Higher temperatures increase the number of people seeking asylum in the EU.
The refugee crisis – particularly in the Mediterranean area – has received large amounts of new attention in the past few years, with people fleeing from Syria and entering the European Union emblematic of the problem. There has been some research connecting this refugee problem with changes to the climate. In particular, the years preceding the Syrian refugee crisis were characterized by a severe drought that reduced farm output and led to economic and social strife there.

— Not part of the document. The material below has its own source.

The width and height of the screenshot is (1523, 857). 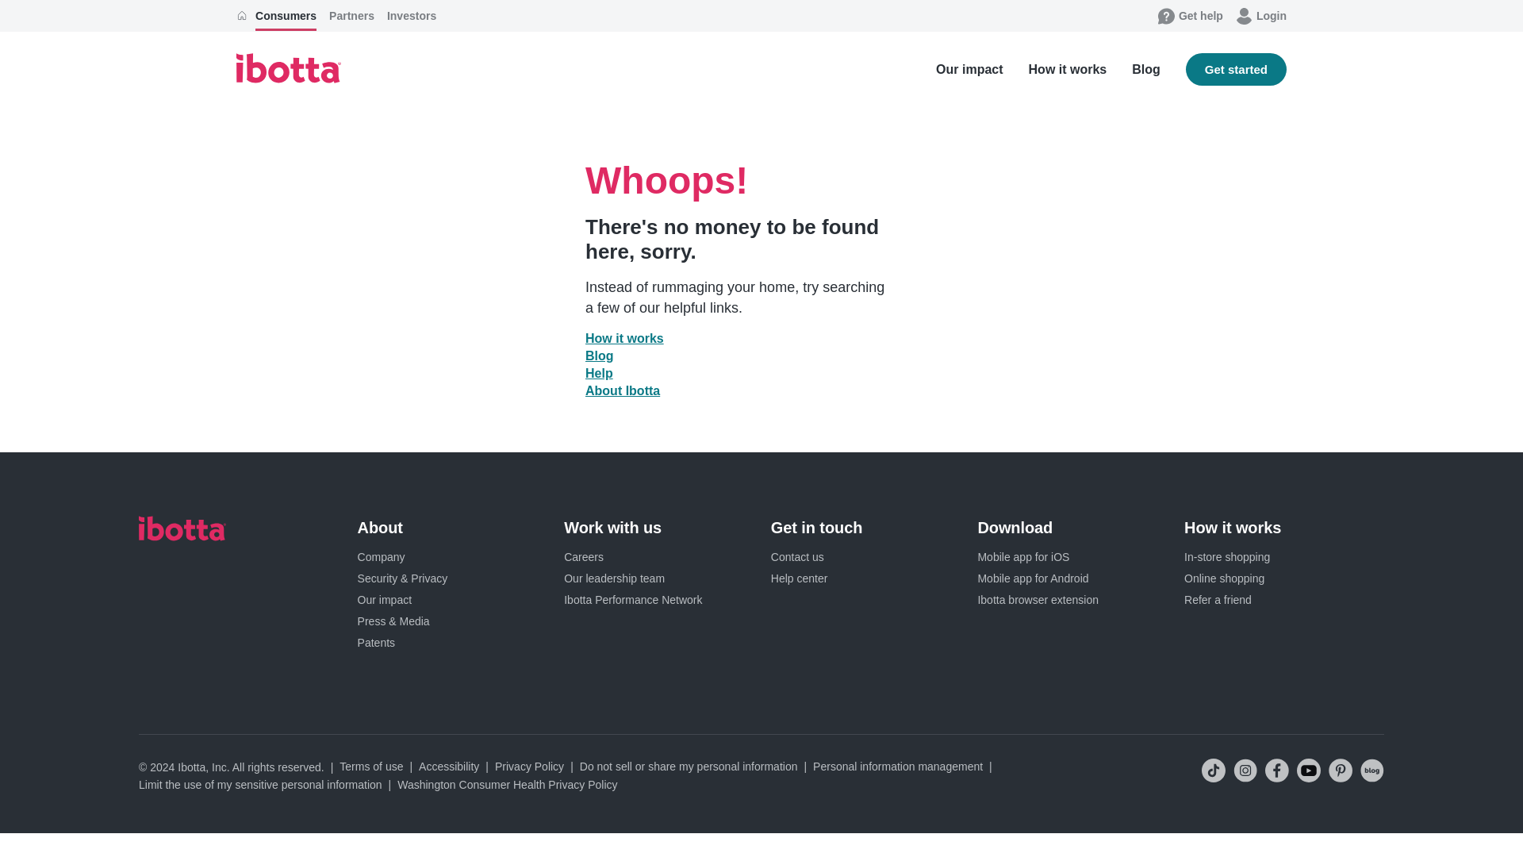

Separating out the influences of climate change from general social instability may be impossible, because they are intimately linked. But we do know that climate change can cause social and economic instability. We also know that these instabilities can boil over into larger problems that lead to mass exodus. The problem isn’t knowing the connection between climate and refugees exists – rather the problem is quantifying it.
All of this is important because we want to be able to plan for the “now” as well as the “tomorrow.” If we are already seeing climate-related migrations, can you imagine what’s in store in the next few decades as temperatures and extreme weather continue to increase?
A very recent publication appearing in the journal Science investigates this complex subject. The paper, Asylum Applications Respond to Temperature Fluctuations, was published by Anouch Missirian and Wolfram Schlenker from Columbia University. It focused not just on Syria and the Mediterranean area, but expanded their study to be worldwide.
The researchers identified 103 countries that contributed to asylum applications to the European Union. Collectively, these nations submitted 350,000 applications to the EU per year. The authors combed the weather histories from these 103 source sites and explored how the weather varied in the 2000–2014 time period.
They found that when temperatures in agricultural areas and seasons at the source countries varied away from an optimal value (of about 20°C (68°F)], the number of people seeking asylum increased. And the increase wasn’t just proportional. They found it was nonlinear, meaning that initial increases in temperature only mildly changed the asylum application numbers. But as temperatures varied more and more, the number of seekers increased more quickly.
After making this connection to observations, the authors then projected into the future. Using a collection of climate models that are able to predict Earth’s future climate, the authors estimated that on a business-as-usual emissions pathway (where countries don’t meaningfully reduce greenhouse gas emissions), asylum applications will increase by almost 200% by the end of the century. On the other hand, under a modest warming scenario, where humans take some meaningful action to reduce emissions, the increase falls to about 30%. Again, this shows that what humans do today to combat climate change really matters.